Thursday, July 06, 2006
July spotlight :Kim Novak" Laveder Blonde
Kim Novak was one of the last of the "manufactured" screen goddesses and Columbia's answer to Marilyn Monroe,She was born Marilyn Pauline Novak and raised in Chicago, the daughter of a Czech railroad man. Before she was discovered in Los Angeles by Columbia Pictures helmer Harry Cohn (who chose her as a replacement for his increasingly difficult and rebellious reigning screen goddess Rita Hayworth)
Kim had a more refined sex appeal than the other blond goddesses of the 1950's. She radiated a kind of mystery that harked back to the days of Garbo and Dietrich. Onscreen Kim Novak seems distant, enigmatic, thoughtful and somehow sad. , the melancholy blonde and the lavender blonde. The studio created the idea that lavender was Kim Novak's favorite color as part of her movie star image. However, The term Lavender Blonde fits Kim Novak - it sets her apart from the sunny Doris Day or the gilded Marilyn Monroe.
Her first real break as a wistful country girl seduced by drifter William Holden in "Picnic" (both 1955). It was a pared-down, subtle Novak who earned good notices as the caring neighbor who helps Frank Sinatra kick his drug addiction in Otto Preminger's "The Man with the Golden Arm" (1955). But the studio was still intent on exploiting her sex appeal and put her in vehicles like the ill-advised biopic "Jeanne Eagels" (1957) and she was overshadowed by co-stars Sinatra and Rita Hayworth in the musical "Pal Joey" (also 1957).
When Vera Miles, who was originally cast opposite Jimmy Stewart in Vertigo, became pregnant, Kim Novak got the part, on loan from Columbia to Paramount. Though the film didn't do well at the time, it was later hailed as Hitchcock's masterpiece, and became Novak's signature role.
ovak even had a go at series TV spending the 1986-87 season as a regular on the CBS primetime soap "Falcon Crest", playing a woman of mystery on the run from criminals. Ironically, her character's name was Kit Marlowe, one of the screen names that Harry Cohn had suggested for the actress at the start of her career. Her last screen performance to date was as a dying matriarch in Mike Figgis' "Liebestraum" (1991).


» Task item
Below are the records; copy each line in which "this" can be found.

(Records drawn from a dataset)
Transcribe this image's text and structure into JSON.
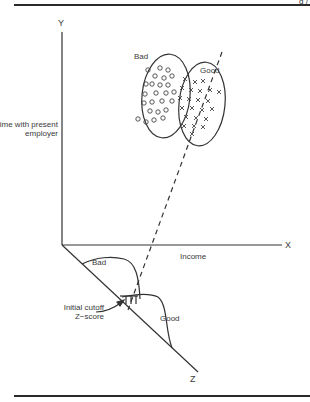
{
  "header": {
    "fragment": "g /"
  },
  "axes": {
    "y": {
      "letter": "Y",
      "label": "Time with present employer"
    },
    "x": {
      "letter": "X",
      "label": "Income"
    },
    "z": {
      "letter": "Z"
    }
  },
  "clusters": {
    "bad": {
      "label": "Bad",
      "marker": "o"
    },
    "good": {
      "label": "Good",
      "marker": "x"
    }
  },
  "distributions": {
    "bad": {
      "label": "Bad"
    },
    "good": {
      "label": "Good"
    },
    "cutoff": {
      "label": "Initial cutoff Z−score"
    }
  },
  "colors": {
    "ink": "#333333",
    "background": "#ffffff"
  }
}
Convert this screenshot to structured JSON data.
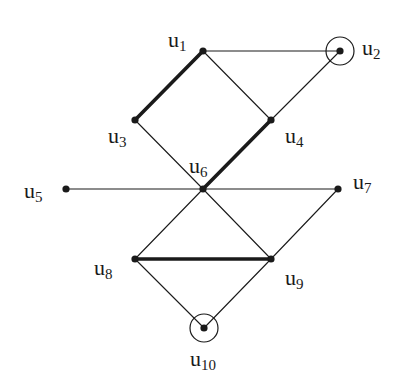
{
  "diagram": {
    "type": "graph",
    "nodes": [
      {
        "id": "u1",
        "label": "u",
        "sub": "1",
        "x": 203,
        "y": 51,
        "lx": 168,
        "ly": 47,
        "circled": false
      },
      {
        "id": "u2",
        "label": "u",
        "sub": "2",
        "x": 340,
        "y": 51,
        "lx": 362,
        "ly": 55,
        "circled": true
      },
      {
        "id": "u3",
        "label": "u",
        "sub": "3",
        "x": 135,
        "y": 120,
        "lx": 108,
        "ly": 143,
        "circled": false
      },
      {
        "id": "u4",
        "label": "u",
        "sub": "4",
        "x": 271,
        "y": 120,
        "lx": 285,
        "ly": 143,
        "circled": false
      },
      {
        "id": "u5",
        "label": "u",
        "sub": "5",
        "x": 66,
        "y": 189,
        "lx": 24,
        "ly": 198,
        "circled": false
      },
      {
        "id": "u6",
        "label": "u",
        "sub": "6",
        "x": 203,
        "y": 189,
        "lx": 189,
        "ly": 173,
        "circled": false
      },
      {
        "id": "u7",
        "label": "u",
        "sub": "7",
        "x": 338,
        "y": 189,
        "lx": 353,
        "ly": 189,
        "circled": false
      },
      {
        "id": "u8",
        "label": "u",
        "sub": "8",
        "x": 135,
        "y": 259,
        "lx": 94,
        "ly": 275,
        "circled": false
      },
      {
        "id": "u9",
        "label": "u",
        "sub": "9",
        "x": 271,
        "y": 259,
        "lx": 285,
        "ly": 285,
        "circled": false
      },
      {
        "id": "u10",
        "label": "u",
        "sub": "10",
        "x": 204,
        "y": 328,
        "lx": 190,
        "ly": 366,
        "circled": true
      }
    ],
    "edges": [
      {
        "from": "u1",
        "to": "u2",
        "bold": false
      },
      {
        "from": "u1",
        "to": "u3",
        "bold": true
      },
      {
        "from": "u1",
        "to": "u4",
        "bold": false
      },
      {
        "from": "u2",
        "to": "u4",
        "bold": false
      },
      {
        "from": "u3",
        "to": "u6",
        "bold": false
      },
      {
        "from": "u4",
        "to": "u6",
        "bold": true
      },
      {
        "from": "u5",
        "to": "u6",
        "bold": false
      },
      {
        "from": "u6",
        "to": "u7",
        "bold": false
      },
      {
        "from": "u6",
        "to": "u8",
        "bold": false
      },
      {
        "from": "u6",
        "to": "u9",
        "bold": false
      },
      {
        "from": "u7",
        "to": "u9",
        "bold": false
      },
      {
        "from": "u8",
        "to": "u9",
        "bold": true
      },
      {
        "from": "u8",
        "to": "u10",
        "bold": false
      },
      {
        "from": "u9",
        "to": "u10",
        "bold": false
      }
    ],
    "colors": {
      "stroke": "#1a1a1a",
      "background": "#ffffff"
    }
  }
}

» Response box
Transcribe this image's text and structure into JSON.
Convert this screenshot to structured JSON data.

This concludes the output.